Engineering Insights

Why Graph Traversal is Bullying Your HBM3e

Jonathan Corners | January 2026

The hardware is screaming for linear reads, but HNSW gives it random noise. We analyze the physics of memory coalescing and why bandwidth-bound sorting is the only way to respect the memory bus.

The Hardware Has Feelings Too

You just bought an H100. It has HBM3e memory capable of 3.35 TB/s of bandwidth. That is enough to download the entire internet in… well, a very short time.

But when you run your graph algorithm, maybe a vector search with HNSW or a standard BFS, you get a fraction of that. Maybe 5%.

Why? Because you are bullying the memory controller.

The Physics of a Cache Line

Here is the thing about DRAM (and HBM is just fancy 3D-stacked DRAM): it hates you. Specifically, it hates your individuality.

When you ask for a single byte, the memory controller doesn’t just fetch that byte. It fetches a cache line. On NVIDIA GPUs, that is typically 128 bytes.

If you read a float (4 bytes) and then jump to a random location to read another float, you are effectively throwing away 124 bytes of bandwidth for every 4 bytes you use.

Efficiency = 4 / 128 = 3.125%

You are paying for a firehose and using it to fill a thimble.

The Graph Traversal Problem

Graph algorithms are defined by pointer chasing.

struct Node {
    float value;
    Node* next; // <--- The root of all evil
};

// The "Random Access" Pattern
while (node) {
    process(node->value);
    node = node->next; // Jump to random memory address
}

In a graph, node->next could be anywhere in memory. It is likely not in the same cache line. It is likely not even in the same DRAM page.

Every time you follow a pointer, the memory controller has to:

  1. Close the current DRAM row (Precharge).
  2. Open a new DRAM row (Activate).
  3. Read the data (CAS).

This takes time. Nanoseconds add up. And while the memory controller is doing this administrative paperwork, your CUDA cores are starving.

The Metaphor: The Library Ladder

Imagine a library with huge bookshelves. To get a book, you have to climb a rolling ladder.

Linear Scan (Array): You climb the ladder once, and you grab every book on the shelf, one by one. You are efficient. You are a machine.

Graph Traversal (Pointer Chasing): You climb the ladder, grab one book. Then you climb down, move the ladder 20 feet to the left, climb up, grab another book. Then you move the ladder 50 feet to the right.

You are spending 99% of your time moving the ladder and 1% of your time reading.

The Solution: Sort It Out

If you want to go fast, you must respect the hardware. The hardware wants coalesced memory access. It wants adjacent threads to read adjacent memory addresses.

How do we turn a graph problem into a linear problem? Sorting.

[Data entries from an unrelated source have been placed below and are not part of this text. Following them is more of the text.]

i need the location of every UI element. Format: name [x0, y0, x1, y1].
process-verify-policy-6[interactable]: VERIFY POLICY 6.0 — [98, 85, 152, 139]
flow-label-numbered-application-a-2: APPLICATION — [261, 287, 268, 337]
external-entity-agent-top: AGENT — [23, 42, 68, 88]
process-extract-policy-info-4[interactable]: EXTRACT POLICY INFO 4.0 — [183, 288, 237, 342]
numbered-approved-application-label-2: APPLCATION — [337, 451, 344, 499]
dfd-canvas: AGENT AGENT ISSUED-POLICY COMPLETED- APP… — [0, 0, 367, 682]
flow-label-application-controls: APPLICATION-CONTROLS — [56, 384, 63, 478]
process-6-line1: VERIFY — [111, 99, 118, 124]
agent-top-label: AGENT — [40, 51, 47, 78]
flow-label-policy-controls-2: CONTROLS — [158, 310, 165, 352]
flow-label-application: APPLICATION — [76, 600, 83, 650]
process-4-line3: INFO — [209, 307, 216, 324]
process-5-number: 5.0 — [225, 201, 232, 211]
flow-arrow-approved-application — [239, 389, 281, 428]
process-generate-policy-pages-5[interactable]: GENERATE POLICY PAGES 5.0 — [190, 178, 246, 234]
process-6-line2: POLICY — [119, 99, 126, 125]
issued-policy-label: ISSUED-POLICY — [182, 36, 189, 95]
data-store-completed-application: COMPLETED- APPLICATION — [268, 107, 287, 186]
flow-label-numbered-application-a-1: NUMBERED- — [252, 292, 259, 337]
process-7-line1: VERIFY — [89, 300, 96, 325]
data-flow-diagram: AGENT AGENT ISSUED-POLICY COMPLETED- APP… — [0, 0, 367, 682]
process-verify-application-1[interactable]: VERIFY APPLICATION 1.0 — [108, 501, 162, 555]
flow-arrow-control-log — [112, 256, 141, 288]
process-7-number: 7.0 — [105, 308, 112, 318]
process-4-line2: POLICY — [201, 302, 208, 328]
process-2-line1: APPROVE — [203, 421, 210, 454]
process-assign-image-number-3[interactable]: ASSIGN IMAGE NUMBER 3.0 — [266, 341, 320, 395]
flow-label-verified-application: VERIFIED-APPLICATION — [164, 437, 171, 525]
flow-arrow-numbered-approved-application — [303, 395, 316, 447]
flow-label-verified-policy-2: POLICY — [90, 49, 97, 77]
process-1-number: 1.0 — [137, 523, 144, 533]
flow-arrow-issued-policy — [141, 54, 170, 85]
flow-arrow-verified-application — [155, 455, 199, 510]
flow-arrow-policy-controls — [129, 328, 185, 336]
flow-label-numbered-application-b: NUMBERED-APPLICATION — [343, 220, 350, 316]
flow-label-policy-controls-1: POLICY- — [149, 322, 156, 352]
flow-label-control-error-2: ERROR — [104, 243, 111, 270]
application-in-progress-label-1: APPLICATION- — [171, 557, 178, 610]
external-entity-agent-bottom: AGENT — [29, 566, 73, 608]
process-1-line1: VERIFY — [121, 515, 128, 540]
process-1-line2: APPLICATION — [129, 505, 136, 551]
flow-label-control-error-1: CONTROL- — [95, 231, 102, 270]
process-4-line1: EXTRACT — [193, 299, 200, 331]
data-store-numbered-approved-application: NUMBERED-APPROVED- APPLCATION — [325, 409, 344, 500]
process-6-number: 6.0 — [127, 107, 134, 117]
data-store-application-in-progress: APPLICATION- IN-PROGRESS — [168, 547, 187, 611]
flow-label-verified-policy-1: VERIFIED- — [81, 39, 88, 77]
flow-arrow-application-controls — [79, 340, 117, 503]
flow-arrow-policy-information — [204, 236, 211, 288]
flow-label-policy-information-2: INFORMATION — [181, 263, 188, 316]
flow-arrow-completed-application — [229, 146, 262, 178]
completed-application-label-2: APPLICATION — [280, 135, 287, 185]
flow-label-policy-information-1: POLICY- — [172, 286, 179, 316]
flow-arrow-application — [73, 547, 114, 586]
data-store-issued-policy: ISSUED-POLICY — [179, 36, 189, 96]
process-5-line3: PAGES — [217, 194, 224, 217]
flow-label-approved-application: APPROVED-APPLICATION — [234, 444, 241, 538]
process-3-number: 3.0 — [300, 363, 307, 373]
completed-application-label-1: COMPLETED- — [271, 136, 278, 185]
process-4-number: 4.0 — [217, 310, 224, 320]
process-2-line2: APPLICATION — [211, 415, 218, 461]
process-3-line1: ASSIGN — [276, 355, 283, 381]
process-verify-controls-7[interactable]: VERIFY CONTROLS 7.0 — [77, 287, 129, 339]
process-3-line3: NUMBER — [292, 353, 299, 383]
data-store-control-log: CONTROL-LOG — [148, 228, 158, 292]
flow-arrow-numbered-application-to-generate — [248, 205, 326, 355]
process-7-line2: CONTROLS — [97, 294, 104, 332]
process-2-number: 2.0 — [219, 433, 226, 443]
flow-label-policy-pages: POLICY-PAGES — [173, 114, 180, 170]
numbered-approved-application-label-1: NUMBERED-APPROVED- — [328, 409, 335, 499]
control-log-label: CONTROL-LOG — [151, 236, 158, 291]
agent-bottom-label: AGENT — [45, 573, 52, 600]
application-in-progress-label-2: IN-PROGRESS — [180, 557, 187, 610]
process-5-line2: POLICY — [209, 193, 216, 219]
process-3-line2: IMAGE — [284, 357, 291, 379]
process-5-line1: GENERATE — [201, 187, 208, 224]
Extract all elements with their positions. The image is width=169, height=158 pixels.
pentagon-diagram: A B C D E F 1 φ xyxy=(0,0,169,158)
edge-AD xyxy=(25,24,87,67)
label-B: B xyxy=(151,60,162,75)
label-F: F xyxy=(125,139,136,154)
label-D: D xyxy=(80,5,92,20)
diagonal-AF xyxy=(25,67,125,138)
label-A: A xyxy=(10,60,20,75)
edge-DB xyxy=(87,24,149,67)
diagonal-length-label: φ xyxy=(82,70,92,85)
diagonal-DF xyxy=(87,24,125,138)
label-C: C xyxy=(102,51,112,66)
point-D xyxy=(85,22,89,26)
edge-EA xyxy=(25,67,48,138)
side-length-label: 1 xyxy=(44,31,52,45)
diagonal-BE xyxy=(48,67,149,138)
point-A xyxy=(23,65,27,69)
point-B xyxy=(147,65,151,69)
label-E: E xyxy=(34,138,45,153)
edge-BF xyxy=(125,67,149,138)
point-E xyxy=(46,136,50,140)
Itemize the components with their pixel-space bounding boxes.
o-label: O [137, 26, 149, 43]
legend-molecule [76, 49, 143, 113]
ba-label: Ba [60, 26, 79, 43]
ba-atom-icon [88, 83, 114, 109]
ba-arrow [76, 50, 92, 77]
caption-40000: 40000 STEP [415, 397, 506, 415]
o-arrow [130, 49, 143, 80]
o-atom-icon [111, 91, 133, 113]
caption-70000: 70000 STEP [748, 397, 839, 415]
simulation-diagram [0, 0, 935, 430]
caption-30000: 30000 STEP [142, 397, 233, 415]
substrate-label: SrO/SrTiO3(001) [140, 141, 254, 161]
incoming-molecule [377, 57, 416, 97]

Instead of chasing pointers individually, we:

  1. Gather all the “next” pointers we want to visit.
  2. Sort them by memory address.
  3. Visit them in linear order.
// The "Coalesced" Pattern
// 1. Collect requests
int requests[N] = { ... random indices ... };

// 2. Sort requests to align with memory layout
sort(requests, requests + N);

// 3. Read linearly
for (int i = 0; i < N; i++) {
    // Now we are reading memory in increasing order
    // The memory controller can keep the row open!
    data[i] = big_array[requests[i]];
}

This sounds counter-intuitive. “Wait, you want me to add a sorting step? Isn’t that slow?”

Yes, sorting costs instructions. But on a GPU, compute is cheap. Bandwidth is expensive.

Spending 1ms to sort requests can save you 10ms of memory latency. It is the difference between driving a Ferrari in traffic vs. driving a minivan on the open highway. The minivan wins if the Ferrari is stuck in first gear.

Why HNSW is an Anti-Pattern on GPU

Hierarchical Navigable Small World (HNSW) is the gold standard for vector search on CPUs. It is a graph algorithm. It relies on hopping from node to node.

On a CPU with big caches and sophisticated prefetchers, this works fine. On a GPU, it is a disaster.

This is why brute-force linear scan (or inverted file indices like IVF) often beats graph-based indices on GPUs. A linear scan reads memory sequentially. It hits 100% bandwidth utilization. Even if it does 10x more work, it can finish faster because it is not waiting for the memory controller to move the ladder.

Conclusion

If you are writing high-performance CUDA code, stop thinking about “Big O” notation in terms of operations. Think about “Big O” in terms of cache lines.

  • O(1) Random Access: Terrible.
  • O(N) Linear Scan: Beautiful.

Be kind to your memory controller. Stop chasing pointers. Start sorting your requests.

Read the full analysis in our MASH whitepaper

Author

Jonathan Corners - Founder, Voxell. I build GPU-native infrastructure for real-time AI systems.

If you're working on latency + consistency problems, I'd like to hear about it.